While India has gained so far from trade wars as some trade has been diverted to India and its exports have risen by half a percentage, the Bank estimates that if trade wars and protectionist tendencies continue among India’s major export destinations which include the US and Europe, then India’s income and exports could both decline by up to one percentage point.

In such a scenario, Mattoo argues that poverty could actually increase in India by half a per cent, pushing as many as 7 million people into poverty defined by an income per day benchmark of $ 5.50 a day. Globally it is estimated that protectionism could push more than 31 million people into poverty and see global GDP contract by $ 1.4 trillion.
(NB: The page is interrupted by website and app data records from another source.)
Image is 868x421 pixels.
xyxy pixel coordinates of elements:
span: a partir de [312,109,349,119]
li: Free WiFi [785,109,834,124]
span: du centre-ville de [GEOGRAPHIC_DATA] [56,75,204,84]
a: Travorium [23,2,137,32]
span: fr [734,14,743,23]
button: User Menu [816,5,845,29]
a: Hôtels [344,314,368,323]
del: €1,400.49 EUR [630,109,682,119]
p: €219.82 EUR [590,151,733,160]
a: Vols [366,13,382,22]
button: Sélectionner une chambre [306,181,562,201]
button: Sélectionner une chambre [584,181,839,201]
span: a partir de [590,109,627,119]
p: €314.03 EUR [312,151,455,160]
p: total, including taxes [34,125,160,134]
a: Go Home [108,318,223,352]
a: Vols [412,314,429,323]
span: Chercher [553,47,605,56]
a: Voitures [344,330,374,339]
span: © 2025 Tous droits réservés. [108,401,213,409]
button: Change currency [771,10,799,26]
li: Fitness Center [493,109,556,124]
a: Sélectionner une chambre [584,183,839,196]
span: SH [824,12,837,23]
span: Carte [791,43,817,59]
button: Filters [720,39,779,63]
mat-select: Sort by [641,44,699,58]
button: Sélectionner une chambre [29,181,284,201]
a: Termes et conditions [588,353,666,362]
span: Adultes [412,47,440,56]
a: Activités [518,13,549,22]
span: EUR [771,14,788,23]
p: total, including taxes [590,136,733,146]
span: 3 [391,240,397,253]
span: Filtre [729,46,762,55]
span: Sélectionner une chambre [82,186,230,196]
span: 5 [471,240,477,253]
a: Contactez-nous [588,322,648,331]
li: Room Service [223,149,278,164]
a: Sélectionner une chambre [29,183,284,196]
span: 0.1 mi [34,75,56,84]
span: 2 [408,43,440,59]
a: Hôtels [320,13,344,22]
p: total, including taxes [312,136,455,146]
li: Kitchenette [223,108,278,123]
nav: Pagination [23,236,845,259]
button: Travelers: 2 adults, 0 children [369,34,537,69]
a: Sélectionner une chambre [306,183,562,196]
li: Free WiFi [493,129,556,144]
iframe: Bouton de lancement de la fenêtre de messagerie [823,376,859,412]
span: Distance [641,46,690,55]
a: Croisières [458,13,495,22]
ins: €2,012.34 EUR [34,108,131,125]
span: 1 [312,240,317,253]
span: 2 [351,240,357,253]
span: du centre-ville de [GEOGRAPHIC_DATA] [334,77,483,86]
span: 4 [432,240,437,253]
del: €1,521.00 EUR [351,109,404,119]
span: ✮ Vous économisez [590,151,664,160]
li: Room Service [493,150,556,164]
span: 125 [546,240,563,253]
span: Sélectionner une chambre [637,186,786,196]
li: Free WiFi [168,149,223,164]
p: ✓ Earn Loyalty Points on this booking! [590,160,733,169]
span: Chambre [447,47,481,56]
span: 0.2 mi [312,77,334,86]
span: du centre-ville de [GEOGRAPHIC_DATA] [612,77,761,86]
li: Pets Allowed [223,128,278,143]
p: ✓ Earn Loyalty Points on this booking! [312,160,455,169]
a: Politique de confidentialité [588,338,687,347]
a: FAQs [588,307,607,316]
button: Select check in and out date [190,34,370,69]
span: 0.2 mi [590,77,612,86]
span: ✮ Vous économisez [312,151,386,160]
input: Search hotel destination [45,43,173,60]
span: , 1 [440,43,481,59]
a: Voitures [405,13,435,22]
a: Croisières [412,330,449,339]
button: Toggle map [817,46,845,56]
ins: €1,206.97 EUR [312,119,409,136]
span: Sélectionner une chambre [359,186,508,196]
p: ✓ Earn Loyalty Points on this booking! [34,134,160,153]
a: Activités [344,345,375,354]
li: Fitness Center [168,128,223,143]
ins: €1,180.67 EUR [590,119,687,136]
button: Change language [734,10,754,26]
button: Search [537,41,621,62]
Mattoo says that the twin threats from automation and protectionism is disrupting global value chains where countries trade parts across borders to create a product. New technologies threaten to draw production closer to markets and reduce demand for labour. Global value chain production which made up 38 per cent of India’s exports has now slumped to 36 per cent.

The problem with a fall in exports which are part of the global value or supply chain is that a 1 per cent increase in GVC participation is estimated to boost per capita income by more than 1 per cent, almost double the rise in per capita due to conventional trade.

Interestingly, the study says India has over-achieved in global value chains in the more complex services chain but has under-achieved in basic labour-intensive manufacturing, especially in sectors like textiles and light engineering where manufacturers are moving out of not only the sophisticated West but also out of China.